While we aim to hold USC and its various student organizations accountable, we recognize that we are not to be excused from criticism. We acknowledge the roles and responsibilities we hold as student journalists, as members of a student organization and media outlet. We should have released this statement at an earlier time, as the Change.org petition Carol Folt and USC MUST Acknowledge the Fight Against Antiblackness, stated.
Simply put, the Daily Trojan is complicit in the problems that we have identified. Last semester, our editorial board was hopelessly lacking in Black representation, with only one Black editor. Our Summer 2020 Editorial Board offers more of the same — not a single one of us is Black. And all it takes is a trip to our newsroom to see just how poorly Black voices are represented among our editors and staff.
The simple, disappointing truth is that we do not adequately reach out to Black student organizations on campus. Our relationships with various cultural organizations and assemblies within USG on campus is lamentable. Evidently, we have neglected as an organization to address the very issues we find so appalling, and there is no excuse for that.

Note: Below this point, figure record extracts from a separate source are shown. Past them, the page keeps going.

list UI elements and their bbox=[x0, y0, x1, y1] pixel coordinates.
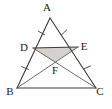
geometry-figure: A B C D E F bbox=[0, 0, 112, 109]
vertex-label-d: D bbox=[20, 41, 28, 53]
vertex-label-c: C bbox=[96, 85, 103, 97]
shaded-triangle-DEF bbox=[33, 47, 78, 62]
vertex-label-f: F bbox=[52, 64, 58, 76]
tick-mark-ae bbox=[61, 30, 66, 35]
vertex-label-b: B bbox=[6, 85, 13, 97]
tick-mark-ec bbox=[84, 66, 91, 69]
geometry-canvas: A B C D E F bbox=[0, 0, 112, 109]
vertex-label-e: E bbox=[81, 40, 88, 52]
vertex-label-a: A bbox=[43, 1, 51, 13]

In light of our failure, we will be taking concrete actions this upcoming semester to address our shortcomings, including the establishment of a diversity and inclusion director and team. The director will produce a diversity staff report tracking our hiring initiatives, hosting diversity and inclusion training workshops, building and improving our relationships with cultural organizations and reflecting on our monthly coverage to gauge concrete ways we can include more marginalized voices, either those who write with us or those we feature — particularly with regard to Black students.
We, along with the University as a whole, must show up — beyond hashtags, statements on social media and other performative acts of spreading awareness — for our Black community. We must take a stand against the racism present in all corners of this institution: DPS, LAPD, in the classroom and in our very newsroom. To see change, anti-racism conversations need to persist beyond the short span of the current news cycle. Donations must continue past national headlines because Black lives matter all the time, not only when they are brought to the forefront of the non-Black people’s consciousness by media coverage of racist hate crimes.
Here is a list of actions you can take to support Black lives.
Petition for USC administration to acknowledge campus anti-Blackness.
text JUSTICE to 668366 to demand #JusticeForFloyd
text FLOYD to 55156 to demand #JusticeForGeorgeFloyd
https://blacklivesmatters.carrd.co/#
A collection of links with petitions, places to donate and help for protestors.
This document has links to petitions, places to donate and additional resources.
http://usccarecollective.wordpress.com
A care collective created by USC students that contains resources, service and mutual aid networks to help those from marginalized and underrepresented communities.
Students dealing with mental health concerns can contact USC Student Health centers or contact the 24/7 phone line (213) 740-9355 for professional assistance.
Daily Trojan Summer 2020 Editorial Board
A member of the Editorial Board is an active member of Kappa Kappa Gamma.
This Editorial Board was updated June 3, 2020 to reflect the Undergraduate Student Government’s release of a statement, along with President Carol Folt’s letter to the community.